An ice core that may be older than 1.5 million years has arrived in the UK where scientists will melt it to unlock vital information about Earth’s climate. The glassy cylinder is the planet’s oldest ice and was drilled from deep inside the Antarctic ice sheet. Frozen inside is thousands of years of new information that scientists say could “revolutionise” what we know about climate change.
The ice core was extracted in Antarctica at a cost of millions and was transported by boat and then in a cold van to Cambridge. The team will slowly melt the hard-won ice, releasing ancient dust, volcanic ash, and even tiny marine algae called diatoms that were locked inside when water turned to ice. These materials can tell scientists about wind patterns, temperature, and sea levels more than a million years ago.
The team will identify chemical isotopes in the liquid that could tell us the wind patterns, temperatures, and rainfall for a period of time between 800,000 and up to 1.5 million years ago or possibly more. They will use an instrument called an inductively couple plasma mass spectrometer (ICPMS) to measure over 20 elements and trace metals.
The work will help scientists understand a mysterious change called the Mid-Pleistocene Transition 800,000 to 1.2 million years ago when the planet’s glacial cycles suddenly changed. The cause of this shift is one of the “most exciting unsolved questions” in climate science. The cores may have evidence of a time when sea levels were much higher than they are now and when the vast Antarctic ice sheets were smaller.

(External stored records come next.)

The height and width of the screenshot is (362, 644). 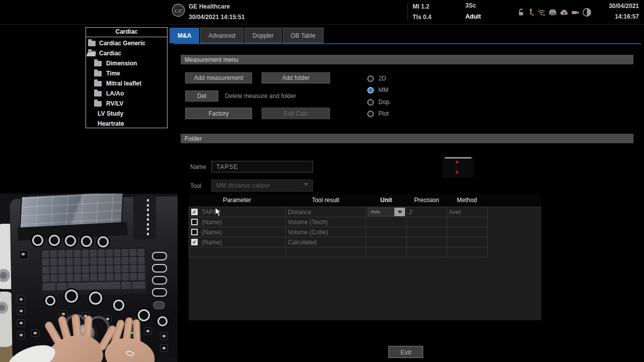 What do you see at coordinates (127, 53) in the screenshot?
I see `sidebar-item-cardiac: Cardiac` at bounding box center [127, 53].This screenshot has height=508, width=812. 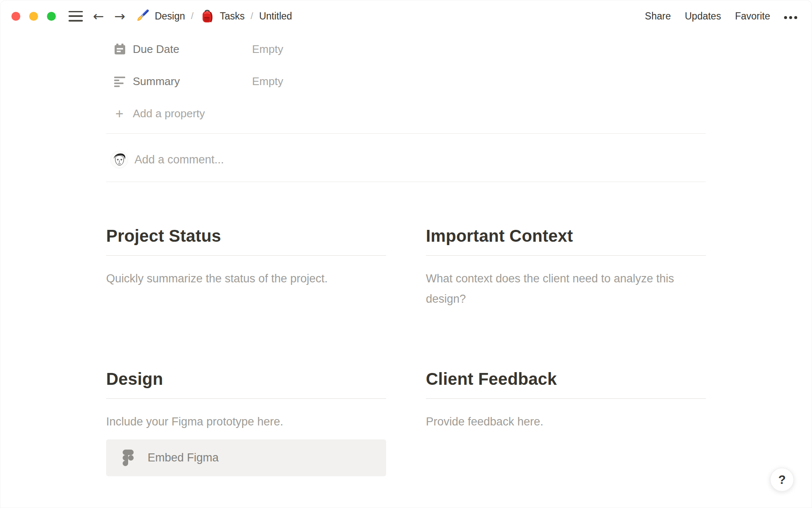 What do you see at coordinates (246, 422) in the screenshot?
I see `section-design: Design Include your Figma prototype here…` at bounding box center [246, 422].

The presence of dust in the ice will help them understand how the ice sheets shrunk and contributed to sea level rise – something that is a major concern this century. The team could find evidence of a period of time more than 800,000 years ago when carbon dioxide concentrations may have been naturally as high or even higher than they are now. This could help them understand what will happen in our future as our planet responds to warming gases trapped in our atmosphere.